The doctor, however, was grave. He held a pen up to his chin and gave the desk a small tap before he spoke. The test results were back and as we could see on the x-rays, the grey area on the shinbone was growing. “We’re convinced that what we have here is sarcoma of the connective tissue.” Mother gave the doctor a cold stare and waited for him to expand on the subject. “Fibrosarcosis is one type of osteocarcinoma, which is in fact rather rare in patients your age. We do see it in other mammals, cats and dogs in particular, but it’s extremely rare to diagnose this disease so late in life.”

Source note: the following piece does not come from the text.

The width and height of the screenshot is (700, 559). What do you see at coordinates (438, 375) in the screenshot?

“Really now. And is there a prize?” Mother asked.

“Pardon me?”

“No. Spare me the circus act, Herr Doctor. You tell me I have a disease that is only found in children and pets, as if I’d won the lottery. It’s absurd!”

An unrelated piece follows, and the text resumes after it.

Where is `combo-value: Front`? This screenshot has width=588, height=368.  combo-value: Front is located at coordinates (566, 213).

Mother’s impatience was palpable. She would grumble about the medical corps being comprised of sadists who flocked to medical school fascinated by stories of Mengele’s ghoulish experiments. To her the nurses were variations of Herta Oberhauser, a Nazi nurse who murdered her victims by injecting them with kerosene. Mother had played Herta in a controversial play in a small theatre in Montparnasse and so knew what she was talking about. I ignored these rants. After all, the sentiment was not a recent development. Mother had suffered from a phobia of hospitals for as long as I could remember, and made several efforts to cultivate in me a similar distrust of the medical profession. It was wiser, she thought, to follow the example of Great Aunt Edda when you were under the weather: Have a wee dram to ease the pain, and then another just for luck. I pointed out that strong spirits were hardly a cure for cancer and that she had to be a bit more understanding of the hospital staff. And I suppose she tried even though she failed fantastically.

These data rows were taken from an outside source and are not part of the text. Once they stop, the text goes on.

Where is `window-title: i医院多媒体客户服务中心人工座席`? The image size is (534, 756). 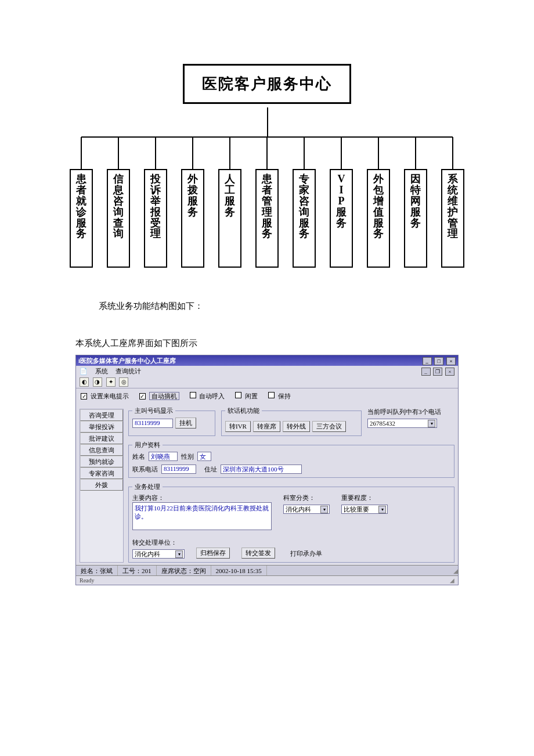
window-title: i医院多媒体客户服务中心人工座席 is located at coordinates (127, 361).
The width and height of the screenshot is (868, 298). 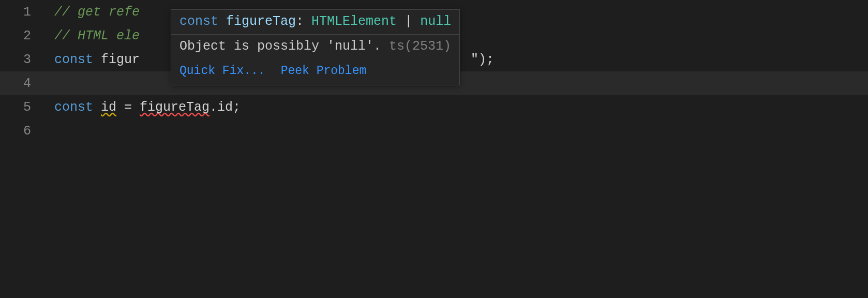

“Maybe I should have gone to the vet, Herr Doctor?”

“No, no, not at all, Mrs. Briem,” the doctor stammered. “Cell division in people your age is not very rapid, which means that the disease spreads more slowly.”

“Right. And so you will, of course, fix this before that happens.”

“Well,” the doctor began, breaking into a long speech about matters being slightly more complicated. There certainly were cases where doctors had managed to surgically remove sarcoma in connective tissue, but a very large team of specialists was needed for such an operation. Unfortunately Icelandic hospitals had neither the equipment nor the manpower for such an undertaking. The operation would have to take place in the United States, but since the procedure was still experimental, it would not fall under the Icelandic Health Care System so Mother would have to pay for it herself.

“There is, however, quite a good chance of getting sponsors for semi-profiled operations of this magnitude. Surgeons may waive their fees, research institutes invest in the operations in exchange for exclusive rights to acquired information …”

“Ok, all right,” I said, my hopes already up. “And how do we do this?”

“I can look into it, make a few inquiries. The fact that this is quite a rare case should work in our favor.”

“I don’t understand where you’re going with this,” Mother said. “Do you think I’m some kind of guinea pig? We both know perfectly well that no one is going to pay for this operation. I’m not a celebrity. And what company will put up a fortune for an old hag from Iceland?”

I’d never heard Mother refer to herself as old, and certainly never as a hag, but this seemed to achieve the desired effect: the doctor was suddenly at a loss for words. He stared blankly at her and fiddled with his pen.

“See, I thought that a doctor’s job was to help patients,” Mother continued, “not to breed false hopes of some American Utopia.”